**What you should do**
Your response should consist of the records, reproduced exactly.

[Pixel coordinate grounding data]
=== Section Start ===

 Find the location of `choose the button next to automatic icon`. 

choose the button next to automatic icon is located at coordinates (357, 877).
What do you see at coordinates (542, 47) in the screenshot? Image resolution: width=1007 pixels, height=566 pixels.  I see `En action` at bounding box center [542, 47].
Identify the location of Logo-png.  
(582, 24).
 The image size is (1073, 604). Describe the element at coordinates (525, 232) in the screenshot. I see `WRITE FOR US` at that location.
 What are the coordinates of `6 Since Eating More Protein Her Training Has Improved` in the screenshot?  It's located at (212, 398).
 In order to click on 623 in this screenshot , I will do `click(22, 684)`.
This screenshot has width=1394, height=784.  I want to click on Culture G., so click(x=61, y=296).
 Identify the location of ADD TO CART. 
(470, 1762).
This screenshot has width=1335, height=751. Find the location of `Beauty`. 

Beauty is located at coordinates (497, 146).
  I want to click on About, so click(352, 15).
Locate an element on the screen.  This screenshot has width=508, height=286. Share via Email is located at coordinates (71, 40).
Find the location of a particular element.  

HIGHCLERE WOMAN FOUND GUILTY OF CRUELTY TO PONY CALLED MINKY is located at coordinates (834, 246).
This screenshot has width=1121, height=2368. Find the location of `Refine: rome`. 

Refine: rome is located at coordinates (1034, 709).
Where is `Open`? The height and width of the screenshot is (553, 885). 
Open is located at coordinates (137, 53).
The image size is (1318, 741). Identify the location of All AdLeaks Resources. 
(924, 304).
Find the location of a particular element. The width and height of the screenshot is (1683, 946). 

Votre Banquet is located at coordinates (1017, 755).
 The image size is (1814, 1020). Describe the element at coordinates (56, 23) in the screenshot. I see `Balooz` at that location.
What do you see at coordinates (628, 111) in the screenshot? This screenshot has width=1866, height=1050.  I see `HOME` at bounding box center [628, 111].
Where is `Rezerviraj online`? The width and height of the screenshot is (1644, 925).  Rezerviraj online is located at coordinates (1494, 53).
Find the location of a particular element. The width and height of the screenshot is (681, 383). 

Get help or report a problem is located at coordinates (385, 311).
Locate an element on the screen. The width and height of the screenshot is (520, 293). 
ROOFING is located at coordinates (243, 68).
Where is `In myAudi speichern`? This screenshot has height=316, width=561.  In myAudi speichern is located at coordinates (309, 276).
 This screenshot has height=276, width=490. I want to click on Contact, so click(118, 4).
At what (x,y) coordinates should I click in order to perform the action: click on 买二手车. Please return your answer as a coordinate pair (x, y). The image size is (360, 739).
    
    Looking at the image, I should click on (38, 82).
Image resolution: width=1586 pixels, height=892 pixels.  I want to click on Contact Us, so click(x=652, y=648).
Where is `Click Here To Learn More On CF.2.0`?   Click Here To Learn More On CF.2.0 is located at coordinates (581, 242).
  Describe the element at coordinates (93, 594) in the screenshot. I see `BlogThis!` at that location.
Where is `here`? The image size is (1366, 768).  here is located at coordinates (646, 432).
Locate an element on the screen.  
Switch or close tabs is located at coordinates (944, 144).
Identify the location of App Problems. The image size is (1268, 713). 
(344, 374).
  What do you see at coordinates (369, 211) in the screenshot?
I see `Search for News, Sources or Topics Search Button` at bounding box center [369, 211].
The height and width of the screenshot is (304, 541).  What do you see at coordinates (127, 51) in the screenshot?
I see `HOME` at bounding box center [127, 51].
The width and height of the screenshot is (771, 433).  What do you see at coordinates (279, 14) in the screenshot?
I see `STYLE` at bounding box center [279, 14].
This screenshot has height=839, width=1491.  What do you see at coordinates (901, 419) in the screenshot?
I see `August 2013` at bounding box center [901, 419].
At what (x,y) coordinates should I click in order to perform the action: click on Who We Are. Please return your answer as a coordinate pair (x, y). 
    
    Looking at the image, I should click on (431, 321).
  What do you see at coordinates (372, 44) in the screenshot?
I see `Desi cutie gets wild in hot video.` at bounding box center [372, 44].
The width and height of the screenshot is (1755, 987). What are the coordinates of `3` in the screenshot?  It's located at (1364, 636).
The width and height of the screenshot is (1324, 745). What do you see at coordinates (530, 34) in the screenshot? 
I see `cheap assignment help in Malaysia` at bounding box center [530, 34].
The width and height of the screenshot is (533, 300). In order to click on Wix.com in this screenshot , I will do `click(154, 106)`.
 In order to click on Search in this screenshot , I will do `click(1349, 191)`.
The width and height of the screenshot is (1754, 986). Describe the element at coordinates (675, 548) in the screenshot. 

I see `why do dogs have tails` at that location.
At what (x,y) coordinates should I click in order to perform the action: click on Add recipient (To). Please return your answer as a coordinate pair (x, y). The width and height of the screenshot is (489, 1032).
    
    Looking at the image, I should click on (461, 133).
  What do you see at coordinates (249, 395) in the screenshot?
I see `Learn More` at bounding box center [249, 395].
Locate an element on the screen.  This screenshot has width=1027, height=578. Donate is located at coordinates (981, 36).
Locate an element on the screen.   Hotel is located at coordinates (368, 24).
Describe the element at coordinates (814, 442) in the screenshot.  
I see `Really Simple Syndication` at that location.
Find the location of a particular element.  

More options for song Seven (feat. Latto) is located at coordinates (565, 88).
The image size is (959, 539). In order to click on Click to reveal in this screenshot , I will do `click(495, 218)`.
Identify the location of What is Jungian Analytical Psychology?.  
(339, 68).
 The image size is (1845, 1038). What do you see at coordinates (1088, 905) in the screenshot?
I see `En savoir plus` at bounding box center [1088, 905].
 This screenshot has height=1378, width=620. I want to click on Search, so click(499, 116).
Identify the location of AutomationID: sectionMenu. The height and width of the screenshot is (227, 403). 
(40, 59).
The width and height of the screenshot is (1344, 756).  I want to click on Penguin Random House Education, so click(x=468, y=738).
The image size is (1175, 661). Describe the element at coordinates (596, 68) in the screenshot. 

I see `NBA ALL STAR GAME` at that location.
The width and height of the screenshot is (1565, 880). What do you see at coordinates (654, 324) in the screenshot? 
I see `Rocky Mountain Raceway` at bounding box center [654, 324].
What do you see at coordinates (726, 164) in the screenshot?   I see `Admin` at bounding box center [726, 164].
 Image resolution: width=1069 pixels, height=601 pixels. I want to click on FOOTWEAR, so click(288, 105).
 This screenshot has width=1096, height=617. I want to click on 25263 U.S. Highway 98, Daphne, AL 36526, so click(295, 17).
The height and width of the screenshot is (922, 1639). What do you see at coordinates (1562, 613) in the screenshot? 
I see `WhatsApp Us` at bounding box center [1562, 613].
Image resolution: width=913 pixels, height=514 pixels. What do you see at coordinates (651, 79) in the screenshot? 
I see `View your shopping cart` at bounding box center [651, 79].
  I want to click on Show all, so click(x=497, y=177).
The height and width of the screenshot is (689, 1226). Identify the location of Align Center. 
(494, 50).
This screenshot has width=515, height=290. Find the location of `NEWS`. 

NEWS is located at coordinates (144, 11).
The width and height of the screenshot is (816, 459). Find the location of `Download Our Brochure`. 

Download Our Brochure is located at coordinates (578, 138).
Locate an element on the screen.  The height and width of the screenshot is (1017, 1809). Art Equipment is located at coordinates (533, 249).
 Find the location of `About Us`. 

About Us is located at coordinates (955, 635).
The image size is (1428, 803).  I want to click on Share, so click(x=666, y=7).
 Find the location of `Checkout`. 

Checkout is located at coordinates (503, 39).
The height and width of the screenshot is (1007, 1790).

=== Section End ===

**Answer box**
 Find the location of `choose the button next to automatic icon`. 

choose the button next to automatic icon is located at coordinates (357, 877).
What do you see at coordinates (542, 47) in the screenshot? Image resolution: width=1007 pixels, height=566 pixels.  I see `En action` at bounding box center [542, 47].
Identify the location of Logo-png.  
(582, 24).
 The image size is (1073, 604). Describe the element at coordinates (525, 232) in the screenshot. I see `WRITE FOR US` at that location.
 What are the coordinates of `6 Since Eating More Protein Her Training Has Improved` in the screenshot?  It's located at (212, 398).
 In order to click on 623 in this screenshot , I will do `click(22, 684)`.
This screenshot has width=1394, height=784.  I want to click on Culture G., so click(x=61, y=296).
 Identify the location of ADD TO CART. 
(470, 1762).
This screenshot has width=1335, height=751. Find the location of `Beauty`. 

Beauty is located at coordinates (497, 146).
  I want to click on About, so click(352, 15).
Locate an element on the screen.  This screenshot has width=508, height=286. Share via Email is located at coordinates (71, 40).
Find the location of a particular element.  

HIGHCLERE WOMAN FOUND GUILTY OF CRUELTY TO PONY CALLED MINKY is located at coordinates (834, 246).
This screenshot has width=1121, height=2368. Find the location of `Refine: rome`. 

Refine: rome is located at coordinates (1034, 709).
Where is `Open`? The height and width of the screenshot is (553, 885). 
Open is located at coordinates (137, 53).
The image size is (1318, 741). Identify the location of All AdLeaks Resources. 
(924, 304).
Find the location of a particular element. The width and height of the screenshot is (1683, 946). 

Votre Banquet is located at coordinates (1017, 755).
 The image size is (1814, 1020). Describe the element at coordinates (56, 23) in the screenshot. I see `Balooz` at that location.
What do you see at coordinates (628, 111) in the screenshot? This screenshot has width=1866, height=1050.  I see `HOME` at bounding box center [628, 111].
Where is `Rezerviraj online`? The width and height of the screenshot is (1644, 925).  Rezerviraj online is located at coordinates (1494, 53).
Find the location of a particular element. The width and height of the screenshot is (681, 383). 

Get help or report a problem is located at coordinates (385, 311).
Locate an element on the screen. The width and height of the screenshot is (520, 293). 
ROOFING is located at coordinates (243, 68).
Where is `In myAudi speichern`? This screenshot has height=316, width=561.  In myAudi speichern is located at coordinates (309, 276).
 This screenshot has height=276, width=490. I want to click on Contact, so click(118, 4).
At what (x,y) coordinates should I click in order to perform the action: click on 买二手车. Please return your answer as a coordinate pair (x, y). The image size is (360, 739).
    
    Looking at the image, I should click on (38, 82).
Image resolution: width=1586 pixels, height=892 pixels.  I want to click on Contact Us, so click(x=652, y=648).
Where is `Click Here To Learn More On CF.2.0`?   Click Here To Learn More On CF.2.0 is located at coordinates (581, 242).
  Describe the element at coordinates (93, 594) in the screenshot. I see `BlogThis!` at that location.
Where is `here`? The image size is (1366, 768).  here is located at coordinates (646, 432).
Locate an element on the screen.  
Switch or close tabs is located at coordinates (944, 144).
Identify the location of App Problems. The image size is (1268, 713). 
(344, 374).
  What do you see at coordinates (369, 211) in the screenshot?
I see `Search for News, Sources or Topics Search Button` at bounding box center [369, 211].
The height and width of the screenshot is (304, 541).  What do you see at coordinates (127, 51) in the screenshot?
I see `HOME` at bounding box center [127, 51].
The width and height of the screenshot is (771, 433).  What do you see at coordinates (279, 14) in the screenshot?
I see `STYLE` at bounding box center [279, 14].
This screenshot has height=839, width=1491.  What do you see at coordinates (901, 419) in the screenshot?
I see `August 2013` at bounding box center [901, 419].
At what (x,y) coordinates should I click in order to perform the action: click on Who We Are. Please return your answer as a coordinate pair (x, y). 
    
    Looking at the image, I should click on (431, 321).
  What do you see at coordinates (372, 44) in the screenshot?
I see `Desi cutie gets wild in hot video.` at bounding box center [372, 44].
The width and height of the screenshot is (1755, 987). What are the coordinates of `3` in the screenshot?  It's located at (1364, 636).
The width and height of the screenshot is (1324, 745). What do you see at coordinates (530, 34) in the screenshot? 
I see `cheap assignment help in Malaysia` at bounding box center [530, 34].
The width and height of the screenshot is (533, 300). In order to click on Wix.com in this screenshot , I will do `click(154, 106)`.
 In order to click on Search in this screenshot , I will do `click(1349, 191)`.
The width and height of the screenshot is (1754, 986). Describe the element at coordinates (675, 548) in the screenshot. 

I see `why do dogs have tails` at that location.
At what (x,y) coordinates should I click in order to perform the action: click on Add recipient (To). Please return your answer as a coordinate pair (x, y). The width and height of the screenshot is (489, 1032).
    
    Looking at the image, I should click on (461, 133).
  What do you see at coordinates (249, 395) in the screenshot?
I see `Learn More` at bounding box center [249, 395].
Locate an element on the screen.  This screenshot has width=1027, height=578. Donate is located at coordinates (981, 36).
Locate an element on the screen.   Hotel is located at coordinates (368, 24).
Describe the element at coordinates (814, 442) in the screenshot.  
I see `Really Simple Syndication` at that location.
Find the location of a particular element.  

More options for song Seven (feat. Latto) is located at coordinates (565, 88).
The image size is (959, 539). In order to click on Click to reveal in this screenshot , I will do `click(495, 218)`.
Identify the location of What is Jungian Analytical Psychology?.  
(339, 68).
 The image size is (1845, 1038). What do you see at coordinates (1088, 905) in the screenshot?
I see `En savoir plus` at bounding box center [1088, 905].
 This screenshot has height=1378, width=620. I want to click on Search, so click(499, 116).
Identify the location of AutomationID: sectionMenu. The height and width of the screenshot is (227, 403). 
(40, 59).
The width and height of the screenshot is (1344, 756).  I want to click on Penguin Random House Education, so click(x=468, y=738).
The image size is (1175, 661). Describe the element at coordinates (596, 68) in the screenshot. 

I see `NBA ALL STAR GAME` at that location.
The width and height of the screenshot is (1565, 880). What do you see at coordinates (654, 324) in the screenshot? 
I see `Rocky Mountain Raceway` at bounding box center [654, 324].
What do you see at coordinates (726, 164) in the screenshot?   I see `Admin` at bounding box center [726, 164].
 Image resolution: width=1069 pixels, height=601 pixels. I want to click on FOOTWEAR, so click(288, 105).
 This screenshot has width=1096, height=617. I want to click on 25263 U.S. Highway 98, Daphne, AL 36526, so click(295, 17).
The height and width of the screenshot is (922, 1639). What do you see at coordinates (1562, 613) in the screenshot? 
I see `WhatsApp Us` at bounding box center [1562, 613].
Image resolution: width=913 pixels, height=514 pixels. What do you see at coordinates (651, 79) in the screenshot? 
I see `View your shopping cart` at bounding box center [651, 79].
  I want to click on Show all, so click(x=497, y=177).
The height and width of the screenshot is (689, 1226). Identify the location of Align Center. 
(494, 50).
This screenshot has width=515, height=290. Find the location of `NEWS`. 

NEWS is located at coordinates (144, 11).
The width and height of the screenshot is (816, 459). Find the location of `Download Our Brochure`. 

Download Our Brochure is located at coordinates (578, 138).
Locate an element on the screen.  The height and width of the screenshot is (1017, 1809). Art Equipment is located at coordinates (533, 249).
 Find the location of `About Us`. 

About Us is located at coordinates (955, 635).
The image size is (1428, 803).  I want to click on Share, so click(x=666, y=7).
 Find the location of `Checkout`. 

Checkout is located at coordinates (503, 39).
The height and width of the screenshot is (1007, 1790).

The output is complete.